Plus, I got engaged in my mid-30s, a time when many women start worrying that marriage and children might never happen. According to Kirschner, my bliss was a double hit, serving as a panicky reminder to lonely single friends that happiness eludes them, and causing my coupled-up friends to wonder if their boyfriends don't love them enough to pop the question. No wonder they were angry.
"Getting engaged is a big step toward a new phase of life and can be the ultimate test for whether or not your friendships survive," says Kirschner.

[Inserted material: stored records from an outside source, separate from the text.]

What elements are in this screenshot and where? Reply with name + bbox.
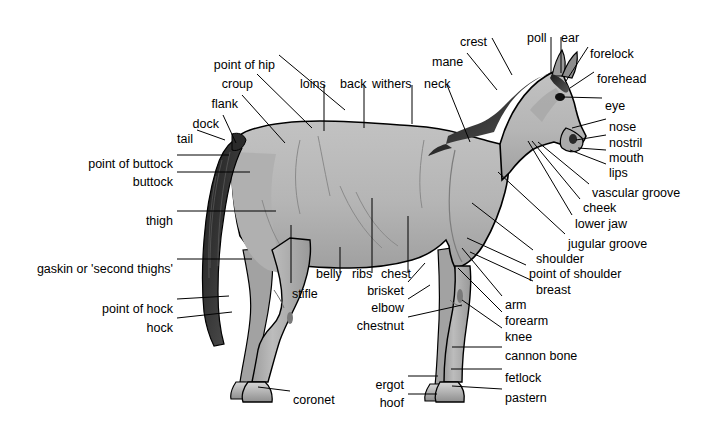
label-croup: croup [222,78,253,91]
label-fetlock: fetlock [505,372,541,385]
label-forehead: forehead [597,73,646,86]
label-pastern: pastern [505,392,547,405]
label-breast: breast [536,284,571,297]
label-ear: ear [561,32,579,45]
label-dock: dock [193,118,219,131]
label-knee: knee [505,331,532,344]
label-shoulder: shoulder [536,253,584,266]
label-flank: flank [212,98,238,111]
label-poll: poll [527,32,546,45]
label-neck: neck [424,78,450,91]
label-coronet: coronet [293,394,335,407]
label-layer: point of hipcrouploinsbackwithersneckman… [0,0,718,435]
label-point-of-hip: point of hip [214,59,275,72]
label-chestnut: chestnut [357,320,404,333]
label-hock: hock [147,322,173,335]
label-back: back [340,78,366,91]
label-ribs: ribs [352,268,372,281]
label-eye: eye [605,100,625,113]
label-nose: nose [609,121,636,134]
label-lower-jaw: lower jaw [575,218,627,231]
label-jugular-groove: jugular groove [568,238,647,251]
label-chest: chest [381,268,411,281]
label-cannon-bone: cannon bone [505,350,577,363]
label-brisket: brisket [367,285,404,298]
label-gaskin: gaskin or 'second thighs' [37,263,173,276]
label-mane: mane [432,56,463,69]
label-forearm: forearm [505,315,548,328]
label-cheek: cheek [583,202,616,215]
horse-anatomy-diagram: point of hipcrouploinsbackwithersneckman… [0,0,718,435]
label-belly: belly [316,268,342,281]
label-stifle: stifle [292,288,318,301]
label-mouth: mouth [609,152,644,165]
label-crest: crest [460,36,487,49]
label-thigh: thigh [146,215,173,228]
label-vascular-groove: vascular groove [592,187,680,200]
label-arm: arm [505,299,527,312]
label-elbow: elbow [371,302,404,315]
label-ergot: ergot [376,379,405,392]
label-point-of-buttock: point of buttock [88,158,173,171]
label-withers: withers [372,78,412,91]
label-point-of-hock: point of hock [102,303,173,316]
label-forelock: forelock [590,48,634,61]
label-lips: lips [609,167,628,180]
label-tail: tail [177,133,193,146]
label-point-of-shoulder: point of shoulder [529,268,621,281]
label-nostril: nostril [609,137,642,150]
label-hoof: hoof [380,397,404,410]
label-buttock: buttock [133,176,173,189]
label-loins: loins [300,78,326,91]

It makes sense. When Drew proposed, I finally exhaled. Suddenly, all of the things that I had spent years obsessing about — how long should I wait before texting back? Was he thinking about me? What did his choice of restaurant mean? — seemed downright silly. Since then, I've found that rehashing breakup conversations just isn't as fascinating as it was when I was single. In that sense, maybe my single friends and I really have outgrown each other.
The good news is, I've been granted membership into a new club. My married friends have started crawling out of the woodwork — they're smothering me with attention, e-mailing with marital wisdom and wedding-planning tips, and pestering me to bring Drew over for dinner.
But these coupled-up pals also mourn their former lives. Recently, I hit the town one night with some single friends and stumbled home tipsy at 4 a.m. A friend who is married with kids was filled with envy.
"Oh, God," she said. "I hate you. I hate you. I hate you!"